I’ve started reading Margaret Atwood’s Selected Poems II: Poems Selected and New 197-1986. While I’m a little turned off by how many of the poems are seen through a decidedly feminist perspective, it’s impossible to deny the power of many of her best poems. Perhaps the war in Iraq has made me more sensitive to certain poems, but my favorite poems in the section entitled “From Two-Headed Poems:1978” are found in a selection entitled “Four Small Elegies (1838, 1977),” particularly sections I and II.

The sense of moral superiority currently being displayed by some of our neighboring bloggers to the North may well have influenced my choice of these poems for the poems must be read in light of this endnote, at least for those of us unfamiliar with Canadian history:

NOTE: After the failure of the uprising in Lower Canada (now Québec) in 1838, the British army and an assortment of volunteers carried out reprisals against the civilian population around Beauharnois, burning houses and barns and turning the inhabitants out into the snow. No one was allowed to give them shelter and many froze to death. The men were arrested as rebels; those who were not home were presumed to be rebels and their houses were burned.

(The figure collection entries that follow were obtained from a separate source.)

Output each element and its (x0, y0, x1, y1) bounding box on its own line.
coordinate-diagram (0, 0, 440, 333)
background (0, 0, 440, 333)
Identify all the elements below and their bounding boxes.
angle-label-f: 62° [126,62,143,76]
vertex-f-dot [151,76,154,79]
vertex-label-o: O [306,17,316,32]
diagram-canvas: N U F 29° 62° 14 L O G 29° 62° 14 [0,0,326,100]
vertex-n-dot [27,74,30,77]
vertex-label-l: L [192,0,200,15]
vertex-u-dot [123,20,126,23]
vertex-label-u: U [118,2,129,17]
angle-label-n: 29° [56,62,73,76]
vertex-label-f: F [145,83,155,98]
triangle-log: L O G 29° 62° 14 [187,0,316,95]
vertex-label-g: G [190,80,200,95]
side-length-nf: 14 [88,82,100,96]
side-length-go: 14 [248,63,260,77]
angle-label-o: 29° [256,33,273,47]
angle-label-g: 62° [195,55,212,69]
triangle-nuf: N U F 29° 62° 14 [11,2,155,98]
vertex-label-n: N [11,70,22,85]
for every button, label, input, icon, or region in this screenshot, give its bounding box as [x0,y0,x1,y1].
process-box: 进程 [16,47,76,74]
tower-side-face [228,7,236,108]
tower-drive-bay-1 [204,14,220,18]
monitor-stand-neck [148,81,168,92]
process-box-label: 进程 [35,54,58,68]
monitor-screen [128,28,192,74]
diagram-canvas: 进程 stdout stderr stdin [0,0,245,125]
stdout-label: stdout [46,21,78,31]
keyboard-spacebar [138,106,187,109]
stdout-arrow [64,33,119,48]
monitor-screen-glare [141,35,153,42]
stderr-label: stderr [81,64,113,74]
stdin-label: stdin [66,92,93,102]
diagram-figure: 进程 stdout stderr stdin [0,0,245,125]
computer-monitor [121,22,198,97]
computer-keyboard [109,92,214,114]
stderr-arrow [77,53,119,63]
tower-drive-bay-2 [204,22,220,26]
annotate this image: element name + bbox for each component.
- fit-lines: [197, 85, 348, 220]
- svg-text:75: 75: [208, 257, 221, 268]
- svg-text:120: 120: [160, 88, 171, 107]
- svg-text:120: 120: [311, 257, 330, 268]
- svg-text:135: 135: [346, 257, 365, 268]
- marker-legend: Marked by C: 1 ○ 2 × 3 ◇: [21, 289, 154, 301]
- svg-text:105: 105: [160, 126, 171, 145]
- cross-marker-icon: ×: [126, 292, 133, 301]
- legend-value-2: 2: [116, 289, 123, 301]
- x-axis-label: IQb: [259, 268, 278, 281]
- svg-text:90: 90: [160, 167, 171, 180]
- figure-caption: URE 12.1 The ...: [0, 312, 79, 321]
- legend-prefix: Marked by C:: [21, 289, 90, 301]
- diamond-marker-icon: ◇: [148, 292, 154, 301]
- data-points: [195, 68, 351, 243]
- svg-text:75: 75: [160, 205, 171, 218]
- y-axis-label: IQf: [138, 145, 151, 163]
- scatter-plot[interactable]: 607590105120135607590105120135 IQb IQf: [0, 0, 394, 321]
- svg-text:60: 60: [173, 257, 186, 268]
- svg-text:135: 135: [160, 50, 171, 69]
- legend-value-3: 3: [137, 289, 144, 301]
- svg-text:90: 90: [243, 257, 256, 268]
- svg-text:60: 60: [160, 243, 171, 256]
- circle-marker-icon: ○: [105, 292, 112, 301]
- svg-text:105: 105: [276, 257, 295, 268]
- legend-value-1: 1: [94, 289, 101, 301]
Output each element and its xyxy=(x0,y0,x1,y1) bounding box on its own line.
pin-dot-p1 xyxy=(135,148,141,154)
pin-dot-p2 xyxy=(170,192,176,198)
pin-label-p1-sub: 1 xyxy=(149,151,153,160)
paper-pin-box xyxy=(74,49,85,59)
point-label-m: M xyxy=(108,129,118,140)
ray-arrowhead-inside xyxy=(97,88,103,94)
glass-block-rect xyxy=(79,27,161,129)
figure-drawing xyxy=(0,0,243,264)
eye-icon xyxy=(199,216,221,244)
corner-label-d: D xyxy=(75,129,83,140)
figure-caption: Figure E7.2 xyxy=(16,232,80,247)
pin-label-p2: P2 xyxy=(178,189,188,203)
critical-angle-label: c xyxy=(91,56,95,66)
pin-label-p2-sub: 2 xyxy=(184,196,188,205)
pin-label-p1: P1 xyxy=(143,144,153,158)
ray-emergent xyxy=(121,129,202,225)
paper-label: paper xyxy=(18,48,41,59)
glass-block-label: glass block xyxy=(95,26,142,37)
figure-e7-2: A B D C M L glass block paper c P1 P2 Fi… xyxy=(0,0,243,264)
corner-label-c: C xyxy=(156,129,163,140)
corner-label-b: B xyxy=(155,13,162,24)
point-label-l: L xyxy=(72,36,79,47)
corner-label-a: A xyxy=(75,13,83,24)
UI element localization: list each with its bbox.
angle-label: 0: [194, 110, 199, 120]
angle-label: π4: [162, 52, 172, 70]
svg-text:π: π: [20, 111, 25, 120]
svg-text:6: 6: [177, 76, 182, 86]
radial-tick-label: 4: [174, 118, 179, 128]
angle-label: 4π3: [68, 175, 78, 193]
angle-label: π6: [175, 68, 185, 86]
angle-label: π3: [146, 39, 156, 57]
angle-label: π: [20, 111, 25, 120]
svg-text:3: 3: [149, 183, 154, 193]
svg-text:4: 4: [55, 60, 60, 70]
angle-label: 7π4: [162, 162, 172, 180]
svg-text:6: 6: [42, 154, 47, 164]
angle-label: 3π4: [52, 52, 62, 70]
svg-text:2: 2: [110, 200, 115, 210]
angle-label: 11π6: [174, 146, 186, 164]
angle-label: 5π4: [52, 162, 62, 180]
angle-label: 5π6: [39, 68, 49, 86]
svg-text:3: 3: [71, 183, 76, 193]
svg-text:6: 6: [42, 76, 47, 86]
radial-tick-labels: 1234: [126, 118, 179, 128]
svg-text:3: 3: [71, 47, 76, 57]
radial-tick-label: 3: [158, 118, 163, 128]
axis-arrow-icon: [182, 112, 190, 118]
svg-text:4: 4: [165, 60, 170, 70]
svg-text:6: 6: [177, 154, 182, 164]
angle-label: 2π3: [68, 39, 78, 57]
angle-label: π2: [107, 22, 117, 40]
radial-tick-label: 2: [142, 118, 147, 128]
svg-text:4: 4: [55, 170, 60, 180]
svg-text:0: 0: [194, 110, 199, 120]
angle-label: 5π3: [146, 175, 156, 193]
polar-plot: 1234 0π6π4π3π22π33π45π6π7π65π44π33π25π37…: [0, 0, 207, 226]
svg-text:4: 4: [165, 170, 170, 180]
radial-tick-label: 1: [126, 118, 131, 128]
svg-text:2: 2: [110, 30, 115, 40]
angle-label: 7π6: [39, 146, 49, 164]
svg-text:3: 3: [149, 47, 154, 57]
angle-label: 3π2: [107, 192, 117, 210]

The volunteers from Glengarry were Scots, most of them in Canada because their houses had also been burned during the Highland Clearances, an aftermath of the British victory at Culloden. Dufferin, Simcoe, and Grey are the names of three counties in Ontario, settled around this period.

The first elegy is devoted to the women who were turned out into the snow after their houses were burned:

BEAUHARNOIS

The bronze clock brought
with such care over the sea,
which ticked like the fat slow heart
of a cedar, of a grandmother,
melted and its hundred years
of time ran over the ice and froze there.

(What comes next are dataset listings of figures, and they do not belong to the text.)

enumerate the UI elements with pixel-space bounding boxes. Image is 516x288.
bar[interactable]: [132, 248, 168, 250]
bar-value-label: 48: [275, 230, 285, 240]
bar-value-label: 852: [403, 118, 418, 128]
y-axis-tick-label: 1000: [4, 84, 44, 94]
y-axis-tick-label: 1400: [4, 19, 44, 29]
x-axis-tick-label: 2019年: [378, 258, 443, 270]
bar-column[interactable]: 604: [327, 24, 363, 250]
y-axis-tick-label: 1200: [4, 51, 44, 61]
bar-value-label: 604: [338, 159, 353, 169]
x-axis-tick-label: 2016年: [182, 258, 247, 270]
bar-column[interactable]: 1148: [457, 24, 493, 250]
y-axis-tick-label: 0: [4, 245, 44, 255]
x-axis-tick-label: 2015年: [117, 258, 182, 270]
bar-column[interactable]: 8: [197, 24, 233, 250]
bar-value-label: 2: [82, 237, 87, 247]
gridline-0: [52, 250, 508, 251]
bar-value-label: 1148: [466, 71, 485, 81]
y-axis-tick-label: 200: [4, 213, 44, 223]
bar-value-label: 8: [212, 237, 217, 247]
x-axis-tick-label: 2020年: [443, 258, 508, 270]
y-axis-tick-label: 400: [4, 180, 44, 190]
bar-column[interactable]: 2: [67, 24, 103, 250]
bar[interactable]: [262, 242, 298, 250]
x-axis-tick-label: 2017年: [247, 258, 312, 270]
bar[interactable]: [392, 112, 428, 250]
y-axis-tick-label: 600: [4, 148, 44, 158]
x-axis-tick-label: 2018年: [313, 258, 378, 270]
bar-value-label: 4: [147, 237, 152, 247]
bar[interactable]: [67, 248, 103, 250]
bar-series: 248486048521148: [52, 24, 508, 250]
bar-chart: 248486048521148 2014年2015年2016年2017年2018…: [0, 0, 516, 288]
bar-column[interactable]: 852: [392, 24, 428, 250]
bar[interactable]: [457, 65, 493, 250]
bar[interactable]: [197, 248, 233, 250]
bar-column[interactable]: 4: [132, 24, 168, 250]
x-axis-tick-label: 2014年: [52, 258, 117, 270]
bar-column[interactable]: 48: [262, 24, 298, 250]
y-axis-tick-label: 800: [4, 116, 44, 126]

We are fixed by this frozen clock
at the edge of the winter forest.
Ten below zero.
Shouts in a foreign language
come down blue snow.

The women in their thin nightgowns
disappear wordlessly among the trees.
Here and there a shape,
a limp cloth bundle, a child
who could not keep up
lies sprawled face down in a drift
near the trampled clearing.

No one could give them clothes or shelter,
these were the orders.

We didn’t hurt them, the man said,
we didn’t touch them.

The startling images of the heirloom clock frozen in time, of women, ghost-like floating through the trees in their nightgowns, and, most of all, of the “limp cloth bundle” that turns out to be frozen child who could not keep up with his mother stand in sharp contrast to the startling truth that ends the poem, “we didn’t hurt them, the man said,/ we didn’t touch them.” Sounds remarkably similar to the half truths we often hear in modern war doesn’t it? Remind anyone else of Operation Iraqi Freedom?

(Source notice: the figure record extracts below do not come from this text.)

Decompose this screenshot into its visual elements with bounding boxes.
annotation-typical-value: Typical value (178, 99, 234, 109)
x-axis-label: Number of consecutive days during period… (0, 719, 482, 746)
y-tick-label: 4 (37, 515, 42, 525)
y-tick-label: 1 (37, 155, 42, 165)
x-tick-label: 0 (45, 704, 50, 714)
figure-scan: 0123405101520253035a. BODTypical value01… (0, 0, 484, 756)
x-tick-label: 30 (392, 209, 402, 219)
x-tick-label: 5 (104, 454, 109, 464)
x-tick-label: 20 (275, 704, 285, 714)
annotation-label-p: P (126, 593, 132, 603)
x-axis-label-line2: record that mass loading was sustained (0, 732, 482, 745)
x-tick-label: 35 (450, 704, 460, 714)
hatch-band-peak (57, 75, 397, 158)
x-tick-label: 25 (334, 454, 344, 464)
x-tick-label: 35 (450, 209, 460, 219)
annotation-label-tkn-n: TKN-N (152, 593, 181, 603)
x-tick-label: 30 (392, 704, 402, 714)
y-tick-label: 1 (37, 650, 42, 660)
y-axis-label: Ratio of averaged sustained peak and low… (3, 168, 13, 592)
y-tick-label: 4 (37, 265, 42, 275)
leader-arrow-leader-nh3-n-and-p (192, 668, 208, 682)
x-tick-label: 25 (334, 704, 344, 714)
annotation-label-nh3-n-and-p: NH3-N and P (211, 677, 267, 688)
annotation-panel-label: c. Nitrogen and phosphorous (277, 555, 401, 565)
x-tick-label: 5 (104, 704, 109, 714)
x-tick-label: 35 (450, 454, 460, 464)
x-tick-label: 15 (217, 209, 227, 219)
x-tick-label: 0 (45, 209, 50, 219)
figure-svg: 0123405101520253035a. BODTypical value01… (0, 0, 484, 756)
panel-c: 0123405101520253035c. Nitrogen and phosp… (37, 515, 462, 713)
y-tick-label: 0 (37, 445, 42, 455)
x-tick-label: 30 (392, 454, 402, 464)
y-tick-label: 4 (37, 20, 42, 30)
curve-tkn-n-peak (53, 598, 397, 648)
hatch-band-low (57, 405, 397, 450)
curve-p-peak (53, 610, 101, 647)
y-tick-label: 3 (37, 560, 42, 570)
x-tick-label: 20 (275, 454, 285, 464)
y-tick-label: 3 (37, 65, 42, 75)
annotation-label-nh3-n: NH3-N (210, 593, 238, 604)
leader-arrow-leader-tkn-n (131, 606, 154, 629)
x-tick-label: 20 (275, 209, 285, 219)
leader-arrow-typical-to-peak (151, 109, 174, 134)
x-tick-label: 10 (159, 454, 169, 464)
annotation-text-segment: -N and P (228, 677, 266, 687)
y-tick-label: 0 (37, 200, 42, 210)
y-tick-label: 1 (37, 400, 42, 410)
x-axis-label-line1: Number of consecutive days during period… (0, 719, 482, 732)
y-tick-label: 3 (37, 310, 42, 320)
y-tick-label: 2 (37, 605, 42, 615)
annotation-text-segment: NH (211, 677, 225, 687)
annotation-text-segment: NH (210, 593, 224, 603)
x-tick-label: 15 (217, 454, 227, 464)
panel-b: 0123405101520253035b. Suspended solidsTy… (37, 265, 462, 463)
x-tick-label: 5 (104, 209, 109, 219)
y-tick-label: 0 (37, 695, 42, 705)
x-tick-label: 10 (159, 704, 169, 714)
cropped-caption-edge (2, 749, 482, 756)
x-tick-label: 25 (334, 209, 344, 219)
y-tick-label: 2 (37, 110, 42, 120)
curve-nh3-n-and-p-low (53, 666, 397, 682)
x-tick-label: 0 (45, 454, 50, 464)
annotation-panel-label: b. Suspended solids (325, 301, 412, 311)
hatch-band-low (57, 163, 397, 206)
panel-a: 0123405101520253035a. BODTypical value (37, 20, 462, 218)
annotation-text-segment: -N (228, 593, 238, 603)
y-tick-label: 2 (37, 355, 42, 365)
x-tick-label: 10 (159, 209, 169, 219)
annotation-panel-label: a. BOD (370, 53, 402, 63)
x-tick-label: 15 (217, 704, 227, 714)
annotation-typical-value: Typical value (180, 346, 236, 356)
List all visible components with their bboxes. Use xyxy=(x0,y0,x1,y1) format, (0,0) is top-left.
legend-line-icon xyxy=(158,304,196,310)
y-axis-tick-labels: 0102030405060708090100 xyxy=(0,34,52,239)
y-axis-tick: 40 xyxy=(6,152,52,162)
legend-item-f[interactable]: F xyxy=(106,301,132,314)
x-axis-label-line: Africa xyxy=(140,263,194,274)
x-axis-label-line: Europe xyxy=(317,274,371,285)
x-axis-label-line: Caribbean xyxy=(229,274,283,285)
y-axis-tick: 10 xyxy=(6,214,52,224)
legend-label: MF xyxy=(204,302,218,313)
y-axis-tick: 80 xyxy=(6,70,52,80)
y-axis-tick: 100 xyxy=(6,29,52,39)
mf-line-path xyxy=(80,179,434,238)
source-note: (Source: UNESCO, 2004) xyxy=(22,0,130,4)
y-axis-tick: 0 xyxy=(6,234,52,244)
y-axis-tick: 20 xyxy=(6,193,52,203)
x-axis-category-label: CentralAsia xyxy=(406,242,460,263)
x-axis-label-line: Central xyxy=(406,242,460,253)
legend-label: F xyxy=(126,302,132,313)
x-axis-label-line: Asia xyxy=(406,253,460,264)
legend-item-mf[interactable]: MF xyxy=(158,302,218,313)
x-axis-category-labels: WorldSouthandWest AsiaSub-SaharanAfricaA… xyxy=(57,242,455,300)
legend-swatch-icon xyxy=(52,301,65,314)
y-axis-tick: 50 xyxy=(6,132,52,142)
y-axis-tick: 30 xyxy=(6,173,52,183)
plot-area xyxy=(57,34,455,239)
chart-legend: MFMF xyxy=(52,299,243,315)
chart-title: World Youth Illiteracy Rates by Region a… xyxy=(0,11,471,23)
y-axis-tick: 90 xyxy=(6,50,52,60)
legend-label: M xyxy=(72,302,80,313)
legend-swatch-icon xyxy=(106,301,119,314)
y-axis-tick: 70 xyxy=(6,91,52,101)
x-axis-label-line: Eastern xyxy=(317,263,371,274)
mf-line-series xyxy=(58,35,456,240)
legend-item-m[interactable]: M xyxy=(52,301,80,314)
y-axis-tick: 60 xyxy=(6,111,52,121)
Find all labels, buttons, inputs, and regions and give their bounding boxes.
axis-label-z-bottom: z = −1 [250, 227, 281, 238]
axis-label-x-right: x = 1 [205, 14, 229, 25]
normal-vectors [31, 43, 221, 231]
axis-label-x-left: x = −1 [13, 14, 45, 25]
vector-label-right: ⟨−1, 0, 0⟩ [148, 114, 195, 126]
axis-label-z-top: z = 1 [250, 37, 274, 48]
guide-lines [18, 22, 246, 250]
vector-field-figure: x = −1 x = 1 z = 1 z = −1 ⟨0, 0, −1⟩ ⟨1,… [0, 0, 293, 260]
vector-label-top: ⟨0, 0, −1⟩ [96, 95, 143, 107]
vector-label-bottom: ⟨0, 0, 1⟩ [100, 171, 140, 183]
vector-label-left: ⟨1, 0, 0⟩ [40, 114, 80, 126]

Although this first poem is the most moving of the four, the second poem in the sequence is, at least to me, the most chilling:

II BEAUHARNOIS, GLENGARRY

Those whose houses were burned
burned houses. What else ever happens
once you start?

While the roofs plunged
into the root-filled cellars,
they chased ducks, chickens, anything
they could catch, clubbed their heads
on rock, spitted them, singed off the feathers
in fires of blazing fences,
ate them in handfuls, charred
and bloody.

Sitting in the snow
in those mended plaids, rubbing their numb feet,
eating soot, still hungry,
they watched the houses die like
sunsets, like their own
houses. Again

those who gave the orders
were already somewhere else,
of course on horseback.

The line “What else ever happens/ once you start” reminds one of far too many historical events doesn’t it? Because it’s the English involved in this poem, it’s hard not to think of Ireland, at least for me. Of course, it immediately calls forth images of tanks bulldozing homes in Israel followed by explosions in outdoor markets. Unfortunately, at the moment it makes me think of luminescent green images of Baghdad explosions.

Even more haunting than this is the image that closes the poem, the idea that it’s the ruling class that provokes the violence while at the same time somehow standing above and beyond it.

2 thoughts on “Atwoods Selected Poems II”

  1. You wield poetry as a weapon cutting through political truths and other lies, Loren. These poems, and your commentary are, well, beyond my ability to respond to in words.

  2. I’m reminded of a quote I came across years ago (maybe from Gil Blaisie, writing about Rene Girard): “Retaliation is effective only if the goal is to prolong the violence.”